With the development of data infrastructures and datamanagement methods, it is foreseeable that sensing in thefuture will step into every corner of this world, for exam-ple, smart grids [70–72]. Then more security and privacyproblems will arise. Without solving security problems, tech-niques may introduce damages instead of profits. Currently,researchers are mostly focusing on privacy leakages anduser data protection. However, with the development ofsensing infrastructures and data management techniques,more and more sensing data will flood. Then the sensornetwork itself can be a target of attackers, just like Internet.Current sensor packets are usually not encrypted and asingle node which runs the same protocols can decodeinformation from the network or even inject attacker’smalicious information. To address this problem, we needencryption which leads to additional burden to sensor nodesand may impact energy efficiency of sensor networks. Howto protect sensing information efficiently is a promisingdirection.

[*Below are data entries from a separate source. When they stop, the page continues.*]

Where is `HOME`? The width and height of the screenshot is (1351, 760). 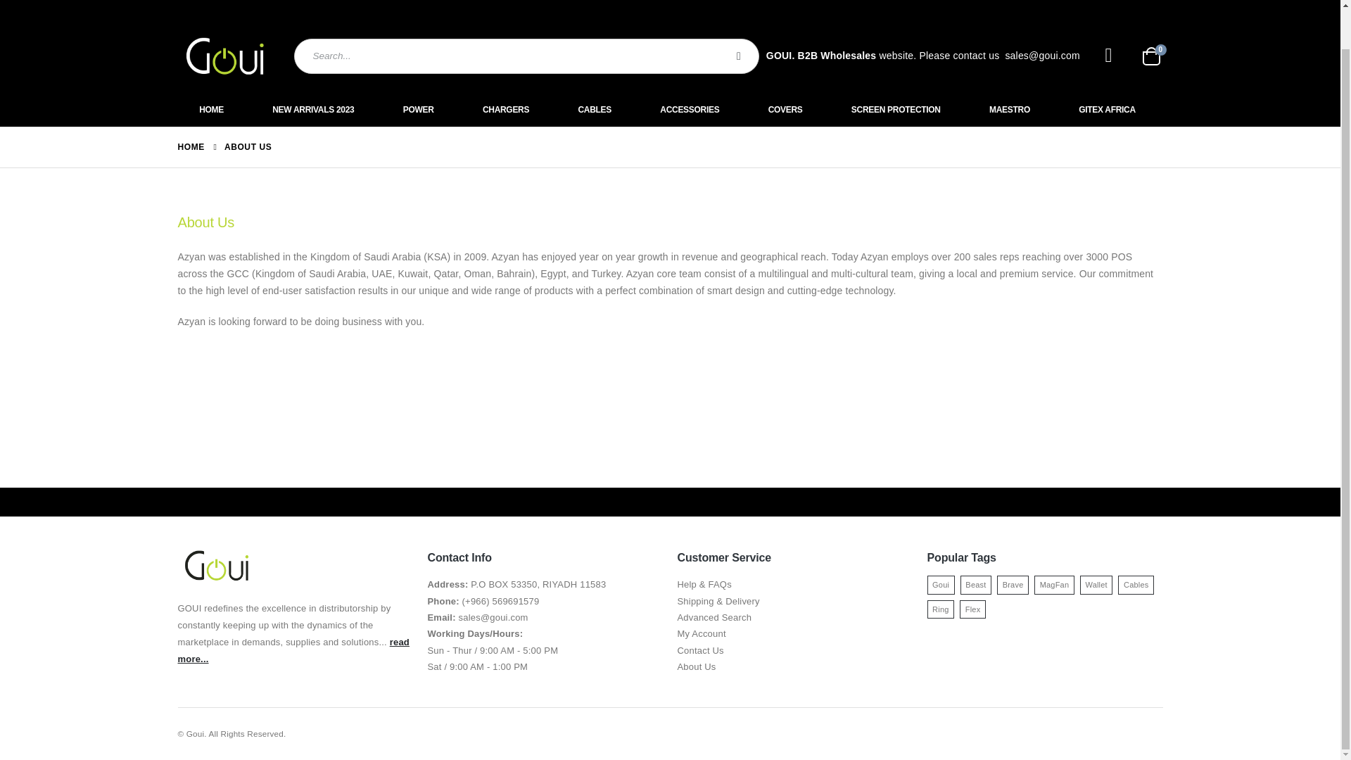
HOME is located at coordinates (190, 146).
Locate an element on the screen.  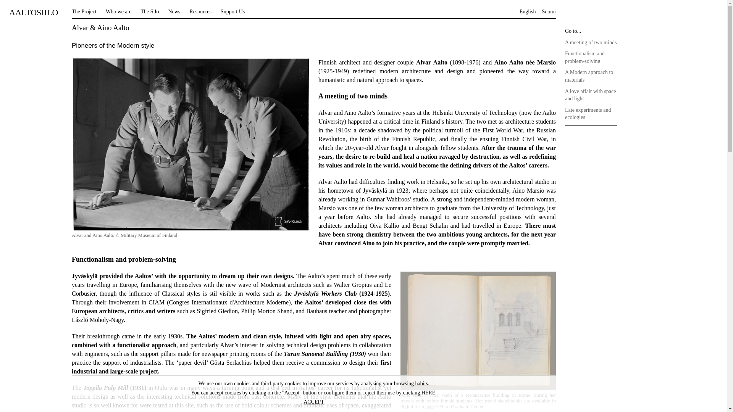
Support Us is located at coordinates (232, 11).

Applications and research methods are inseparably inter-connected. Various and innumerable applications might bedeveloped based on people’s needs as determined by the bigdata collected, processed, and analyzed over time. Though,currently, smartphones enabled applications are the mostpopular applications in the sensing world, other sensingapplications (such as monitoring systems, remote sensing,and sustainable computing) are also promising directions tobe investigated in the future.

5. Conclusion

In this survey paper, we introduced research circumstancesof big data in the field of sensing. We first introduce differentapplications that deal with big sensing data and then summa-rize techniques used to solve the big sensing data problems.Finally, we propose some future research directions. A largenumber of platforms which have the capacity for sensingat the city level are still in the designing concept stage,but a lot of research methods have been proposed. Thoughmost of them are based on existing data processing andmanagement techniques, they are still very useful. Mobilesensing and smartphone applications are still considered asthe most popular topic. Researchers will dedicate themselvesto smartphone applications in the near future because it is themost mature large-scale sensor network so far.

Conflict of Interests

The authors declare that there is no conflict of interestsregarding the publication of this paper.

Acknowledgment

This work is supported by the NSF Grant CNS-1503590.